When we multiply our estimate of 1.68 campus-carry-related deaths by 0.05 (5%), we get 0.084 campus-carry-related deaths per year, or approximately one campus-carry-related death every 12 years.  And remember, that estimate is actually based on the odds of being murdered or negligently killed by a concealed handgun license holder by any means, not just the odds of being killed with a handgun.  So, it’s not fair to assume that the statistically predicted one death every twelve years could be avoided by refusing to allow campus carry.

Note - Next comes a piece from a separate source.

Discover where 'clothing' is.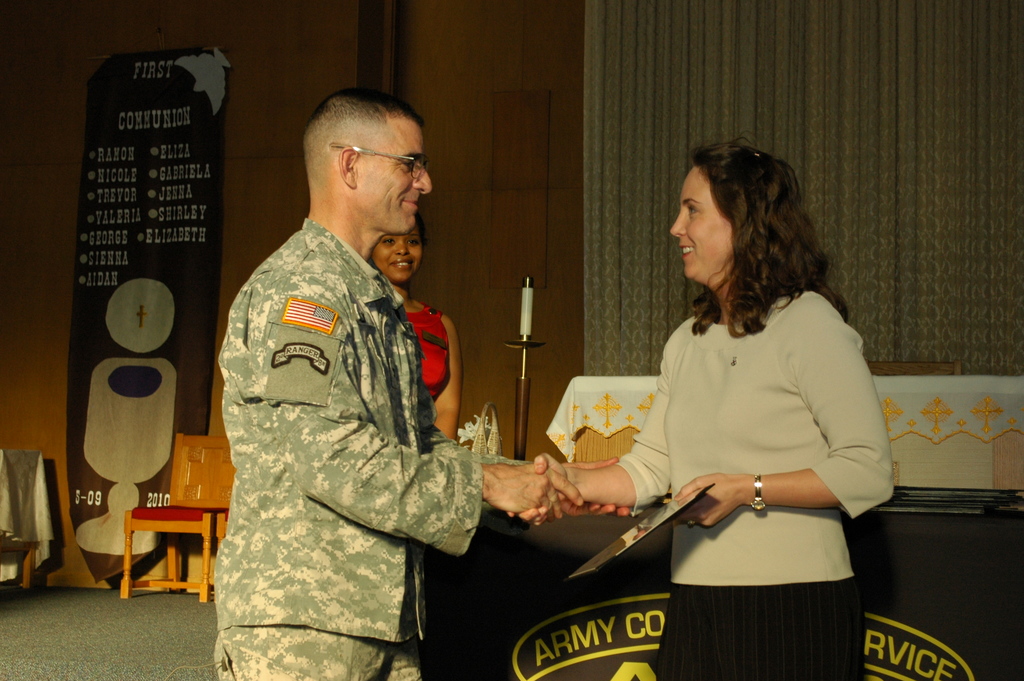
Discovered at <region>213, 214, 536, 680</region>.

Clearly, the above calculations demonstrate a much more scientific approach to estimating campus-carry-related deaths than Ellis’s baseless speculation.  Of course, he only overestimated by about 6,000%.  I guess that’s not so bad.

Sadly, the numbers aren’t the only area where Ellis is a bit mixed up.  He also doesn’t seem to grasp that the lawsuit against CU (Students for Concealed Carry on Campus v. The Regents of the University of Colorado) challenges the CU gun ban on the basis of Colorado state law, not on the basis of the Second Amendment to the U.S. Constitution.  Even the attorney for the plaintiffs said that he doesn’t expect the recent Supreme Court ruling to affect the outcome of the lawsuit.

People on both sides of the gun rights/gun control debate (and even people who aren’t particularly interested in the gun rights/gun control debate) need to be clear on what the Supreme Court’s incorporation of the Second Amendment does and doesn’t mean.  In many ways, what it does mean is something that must now be sorted out by the lower courts.  But what it doesn’t mean is very clear—it doesn’t mean that all restrictions on the possession of firearms are now null and void.

The Colorado Supreme Court may very well rule against CU’s gun ban, but it won’t be on the basis of the Second Amendment to the U.S. Constitution; it’ll be on the basis of Colorado state law.

Fortunately, Mike Ellis does get at least one thing right.  He’s absolutely correct in his assessment, “I`d be willing to bet our society will survive just fine when a few people on campus have concealed weapons.”